Bauhaus Roots at IIT: A Heritage of Innovation and Experimentation
Introduction
Nearly a century ago, designers, artists, and architects took up the challenge of a poor economy, a war-torn continent, and a disillusioned public by creating a radical new school called the Bauhaus in Weimar, Germany. They aimed to build a better future by melding art and craft, employing creative problem solving, working in interdisciplinary teams, and focusing on discovering and experimenting with applications for the newest materials and technology. The result: a school whose ideas changed education, production, architecture, and design the world over.
Two individuals, Ludwig Mies van der Rohe and László Moholy-Nagy, participated in and influenced the Bauhaus's impact on art, design, and architecture. They also had a major influence on the development of today's Illinois Institute of Technology—through their creation of educational programs that shaped IIT’s College of Architecture and Institute of Design.
College of Architecture
In 1938, Armour Institute of Technology engaged German born-architect Ludwig Mies van der Rohe (1886–1969) to take over the leadership of its architectural program. In doing so, the school hoped to transform its traditional architectural program into one of international stature and innovation.
The selection of Mies as chair of the school's Department of Architecture was a logical choice for achieving this goal; at that time, Mies had already achieved international recognition as one of the leading figures of modern architecture. Mies also had an established reputation in the field of architectural education, having been affiliated with the famed Bauhaus school of design in Germany. He served as director of the Bauhaus from 1930 until 1933, when political pressures forced its closing.
Relocating to Chicago in 1938, Mies reshaped the architectural curriculum of Armour Institute along similar lines to that of the Bauhaus, developing a disciplined curriculum carried out in a cooperative environment that encouraged interaction between students and the faculty, comprised of professionals from a wide variety of design disciplines.
The curriculum was comprised of progressive, Bauhaus-inspired courses on the visual and tactile characteristics of materials, as well as more fundamental classes on drawing and construction techniques. Beginning students were first educated in the essential characteristics of materials and construction, providing a sound foundation in how a building is built and the nature and capabilities of materials. Only when students fully grasped the basic concepts were they gradually advanced into applying these principles into actual building design.
Much of the Mies-inspired innovative curriculum remains in place today, as does the modern campus of IIT, which includes 18 buildings Mies designed. The most famous is S. R. Crown Hall, home of the College of Architecture and a symbol of Mies' extraordinary vision and creativity.
Institute of Design
In 1937, Walter Paepcke, chair of the Container Corporation of America, invited László Moholy-Nagy (1895–1946) to come to Chicago to be the director of the New Bauhaus, to recreate the energy of the shuttered German counterpart. According to Wikipedia, Moholy-Nagy had joined the German Bauhaus in 1923 as the instructor of the preliminary course that led the school to abandon its expressionistic leanings and embrace its mission to promote design and industrial integration.
Moholy-Nagy became proficient in the fields of photography, typography, sculpture, painting, printmaking, and industrial design. He coined the term New Vision to characterize his belief that photography could introduce a whole new way of seeing the world and became a leading experimenter in both photographic technology, photomontage, and photograms—images created by laying objects on light-sensitive paper.
Moholy-Nagy brought this creativity and his European experiences to the educational programming of the New Bauhaus, but the school lost its financial backing after only a year and closed. Paepcke, however, continued his support, and the school reopened as the School of Design in 1939, becoming the Institute of Design in 1944.
Moholy-Nagy died of leukemia in 1946, but the Institute of Design stayed alive and became part of IlT in 1949. Moholy-Nagy's influence was strongly felt even after his death, as faculty and students of the Institute of Design led the development of post-war commercial photography. The Institute of Design has evolved into one of the nation’s leading educational centers for innovation and human-centered design today.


• [Problem to work on]:
Report all lines in the records that hold the string "pixels".

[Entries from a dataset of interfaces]
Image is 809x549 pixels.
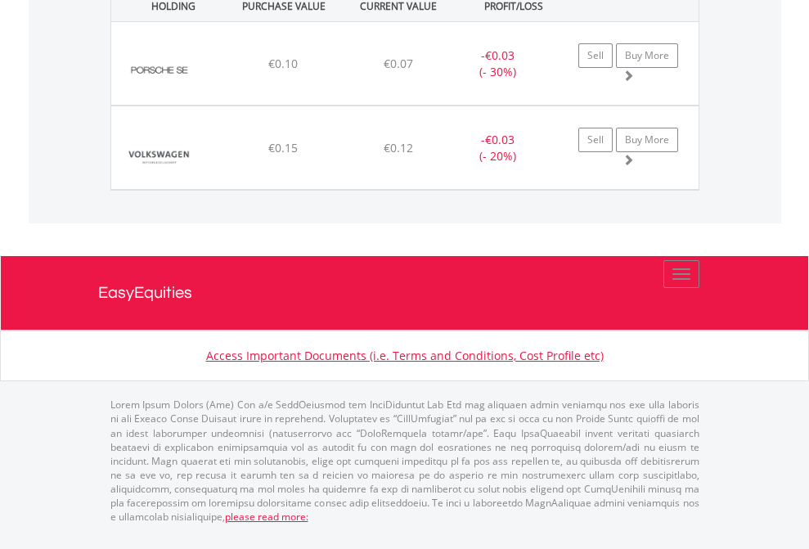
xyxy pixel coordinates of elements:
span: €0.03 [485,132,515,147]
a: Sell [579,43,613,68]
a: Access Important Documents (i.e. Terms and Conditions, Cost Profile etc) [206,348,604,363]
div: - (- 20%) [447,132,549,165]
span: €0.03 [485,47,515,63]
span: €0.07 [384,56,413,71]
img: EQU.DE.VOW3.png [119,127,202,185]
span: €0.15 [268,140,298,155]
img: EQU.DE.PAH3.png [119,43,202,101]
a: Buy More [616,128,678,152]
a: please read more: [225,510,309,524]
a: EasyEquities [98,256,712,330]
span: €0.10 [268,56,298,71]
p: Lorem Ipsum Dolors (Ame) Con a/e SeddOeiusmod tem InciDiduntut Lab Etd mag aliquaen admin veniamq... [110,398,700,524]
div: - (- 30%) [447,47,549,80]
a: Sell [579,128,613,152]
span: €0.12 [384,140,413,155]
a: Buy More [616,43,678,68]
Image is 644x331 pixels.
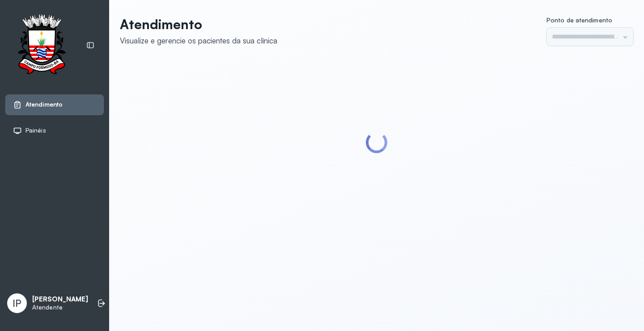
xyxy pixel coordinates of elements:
---
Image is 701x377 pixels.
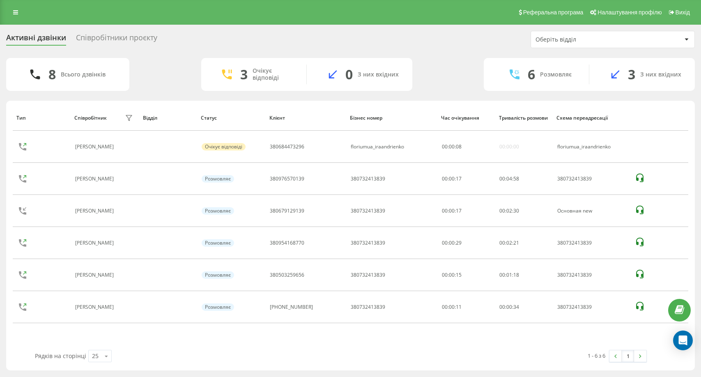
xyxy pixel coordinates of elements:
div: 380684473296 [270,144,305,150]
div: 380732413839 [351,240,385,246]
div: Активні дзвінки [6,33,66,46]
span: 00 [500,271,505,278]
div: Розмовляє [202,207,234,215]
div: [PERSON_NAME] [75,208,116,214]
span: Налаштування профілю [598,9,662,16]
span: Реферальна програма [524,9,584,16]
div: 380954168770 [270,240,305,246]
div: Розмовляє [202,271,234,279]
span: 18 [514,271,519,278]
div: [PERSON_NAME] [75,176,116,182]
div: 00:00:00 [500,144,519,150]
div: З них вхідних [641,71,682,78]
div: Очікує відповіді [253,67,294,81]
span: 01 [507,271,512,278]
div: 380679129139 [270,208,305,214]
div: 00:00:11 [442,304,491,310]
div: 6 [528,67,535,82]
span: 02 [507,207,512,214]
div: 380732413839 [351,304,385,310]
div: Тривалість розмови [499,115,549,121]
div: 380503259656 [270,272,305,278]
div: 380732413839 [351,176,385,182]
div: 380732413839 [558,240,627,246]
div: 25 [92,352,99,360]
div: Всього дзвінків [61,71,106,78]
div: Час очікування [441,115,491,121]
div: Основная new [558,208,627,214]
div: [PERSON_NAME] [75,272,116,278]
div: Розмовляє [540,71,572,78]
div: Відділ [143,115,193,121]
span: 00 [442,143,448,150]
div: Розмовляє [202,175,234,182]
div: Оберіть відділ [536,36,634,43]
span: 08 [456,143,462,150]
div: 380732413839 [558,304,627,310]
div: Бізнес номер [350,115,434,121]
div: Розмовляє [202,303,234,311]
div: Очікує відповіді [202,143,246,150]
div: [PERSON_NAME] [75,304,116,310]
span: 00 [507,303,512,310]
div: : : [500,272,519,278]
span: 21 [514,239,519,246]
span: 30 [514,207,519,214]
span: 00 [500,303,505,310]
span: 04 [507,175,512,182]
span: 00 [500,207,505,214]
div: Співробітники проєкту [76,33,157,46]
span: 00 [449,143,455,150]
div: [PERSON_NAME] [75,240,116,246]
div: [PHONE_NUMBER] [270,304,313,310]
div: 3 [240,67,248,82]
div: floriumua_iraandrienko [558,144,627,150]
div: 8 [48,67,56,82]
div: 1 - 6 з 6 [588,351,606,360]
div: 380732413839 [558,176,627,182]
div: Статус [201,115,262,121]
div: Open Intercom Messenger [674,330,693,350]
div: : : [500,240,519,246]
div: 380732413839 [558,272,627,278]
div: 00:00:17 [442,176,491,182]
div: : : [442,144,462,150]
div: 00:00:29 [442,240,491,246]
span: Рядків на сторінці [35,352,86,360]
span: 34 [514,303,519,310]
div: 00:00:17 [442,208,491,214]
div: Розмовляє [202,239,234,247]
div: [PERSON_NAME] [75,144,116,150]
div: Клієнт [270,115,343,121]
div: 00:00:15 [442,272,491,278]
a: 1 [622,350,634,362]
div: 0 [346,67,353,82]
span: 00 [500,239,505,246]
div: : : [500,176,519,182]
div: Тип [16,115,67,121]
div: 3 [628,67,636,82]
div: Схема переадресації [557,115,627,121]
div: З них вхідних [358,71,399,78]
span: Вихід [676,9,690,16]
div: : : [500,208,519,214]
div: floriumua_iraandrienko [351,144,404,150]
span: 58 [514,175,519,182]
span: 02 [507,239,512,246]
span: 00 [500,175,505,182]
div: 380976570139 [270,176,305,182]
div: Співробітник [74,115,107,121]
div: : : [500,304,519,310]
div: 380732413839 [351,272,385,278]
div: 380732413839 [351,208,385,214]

• [Answer below]:
Image is 809x549 pixels.
Image is 644x331 pixels.
Image is 701x377 pixels.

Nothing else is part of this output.